Playing it by Ear: Free State senior honored for versatile musical skills

Lauren Crandon performs with the Free State High School Orchestra. Crandon is the ArtStar winner for the month of March.

Lauren Crandon is a member of the Free State High School Orchestra. Crandon is the ArtStar winner for the month of March.

If music were a popularity contest, Lauren Crandon might have stopped playing the violin years ago.

“Actually, it was kind of hard to continue with orchestra, because band was always more popular,” Crandon says. “But I don’t know, I just liked the instrument. I didn’t like the band instruments.”

She stuck to it, and Crandon, a Free State High School senior, was recently honored as one of the top violinists in the state with a selection to the Kansas Music Educators Association’s State Orchestra.

Now, she’s been selected as this month’s ArtStar, an award sponsored by The World Company and Jayhawk Dental.

Crandon started playing violin in sixth grade and liked it enough to scrap the piano lessons she’d been taking since she was 4.

“It just kind of fit,” she says. “I just picked it up. It was just kind of easy for me.”

She started taking lessons in junior high to hone her skills. She was selected for District Orchestra each year during high school and, this year, for state.

“It’s a really cool experience,” she says of performing with the State Orchestra in Wichita. “I think the biggest thing is the competition. You’re surrounded by these other amazing musicians. That’s what makes it cool — you get to learn from other peers.”

And it helps that two of the pieces the group played — “Romeo and Juliet” by Tchaikovsky and “Jupiter” by Holst — are among her favorites.

“It was definitely a challenge,” she says. “The music was difficult, and they don’t give you much time to learn.”

Through her years playing the violin, Crandon also has kept her chops up on the instrument’s alter-ego — the fiddle. She’s competed in the Kansas State Fiddling and Picking Championships and even recorded a bluegrass CD with friends.

“It was hard at first,” she says of balancing the two styles. “I kind of got sloppy in orchestra. It’s more free-for-all in fiddling, more playing by ear. In orchestra, it’s really strict. I definitely had to separate the two and decide which one I was playing.”

Lynn Basow, the orchestra director at Free State, says Crandon’s skills have never suffered because of her multiple musical abilities. In fact, Basow says Crandon has benefited from her time in Free State choirs the past two years.

“She’s very, very secure, and very musical,” Basow says. “And she always has it just right after it’s learned. It’s very, very well played.”

Crandon, who also is involved in the Spanish and German clubs at her high school, is busy with advanced-placement courses and other schoolwork. But she’s always found time for music.

“Music is kind of relaxing for me,” she says. “I have to work hard, but it’s this different place. It’s like my main creative outlet. It’s just something I love to do. It can be stressful, but it also helps me with my other stresses.”

Crandon is planning to major in something related to math or science in college, and she’s looking at Kansas University, the University of Iowa, University of Michigan and Loyola College as possibilities.

She’d like to do music on the side as well. Basow is confident her student will find time for her violin.

“A student like Lauren has got a strong enough base of musical skills that if she didn’t play her violin for 10 years and she decided, ‘I want to play it again,’ she’d pick it up and know exactly how to rebuild those skills. When you get to a high enough level, you’re able to then restart.”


▶ TASK ITEM
Pull out every line in the data that has the string "label" in it.

□ □ □

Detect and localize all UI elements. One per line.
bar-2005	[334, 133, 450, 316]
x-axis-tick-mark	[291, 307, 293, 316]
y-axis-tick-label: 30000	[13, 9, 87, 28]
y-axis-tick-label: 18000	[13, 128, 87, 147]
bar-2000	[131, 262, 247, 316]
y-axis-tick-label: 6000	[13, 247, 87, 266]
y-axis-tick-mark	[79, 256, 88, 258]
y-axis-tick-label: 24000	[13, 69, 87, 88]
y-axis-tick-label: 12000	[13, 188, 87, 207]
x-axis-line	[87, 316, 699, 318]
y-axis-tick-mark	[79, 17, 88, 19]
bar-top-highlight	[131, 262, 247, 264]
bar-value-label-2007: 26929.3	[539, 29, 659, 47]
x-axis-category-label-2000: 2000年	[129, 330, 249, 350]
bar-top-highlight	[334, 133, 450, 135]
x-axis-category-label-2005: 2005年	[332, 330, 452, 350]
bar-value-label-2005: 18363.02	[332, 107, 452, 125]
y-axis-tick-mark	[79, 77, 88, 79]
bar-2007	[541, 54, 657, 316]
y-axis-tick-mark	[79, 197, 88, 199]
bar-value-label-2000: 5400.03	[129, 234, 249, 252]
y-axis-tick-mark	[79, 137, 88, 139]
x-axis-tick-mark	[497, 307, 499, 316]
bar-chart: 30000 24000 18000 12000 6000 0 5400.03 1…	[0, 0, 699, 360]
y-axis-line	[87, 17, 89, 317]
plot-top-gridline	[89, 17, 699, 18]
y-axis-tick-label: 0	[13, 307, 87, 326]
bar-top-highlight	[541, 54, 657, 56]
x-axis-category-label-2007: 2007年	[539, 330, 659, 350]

□ □ □

▶ TASK OUTPUT
y-axis-tick-label: 30000	[13, 9, 87, 28]
y-axis-tick-label: 18000	[13, 128, 87, 147]
y-axis-tick-label: 6000	[13, 247, 87, 266]
y-axis-tick-label: 24000	[13, 69, 87, 88]
y-axis-tick-label: 12000	[13, 188, 87, 207]
bar-value-label-2007: 26929.3	[539, 29, 659, 47]
x-axis-category-label-2000: 2000年	[129, 330, 249, 350]
x-axis-category-label-2005: 2005年	[332, 330, 452, 350]
bar-value-label-2005: 18363.02	[332, 107, 452, 125]
bar-value-label-2000: 5400.03	[129, 234, 249, 252]
y-axis-tick-label: 0	[13, 307, 87, 326]
x-axis-category-label-2007: 2007年	[539, 330, 659, 350]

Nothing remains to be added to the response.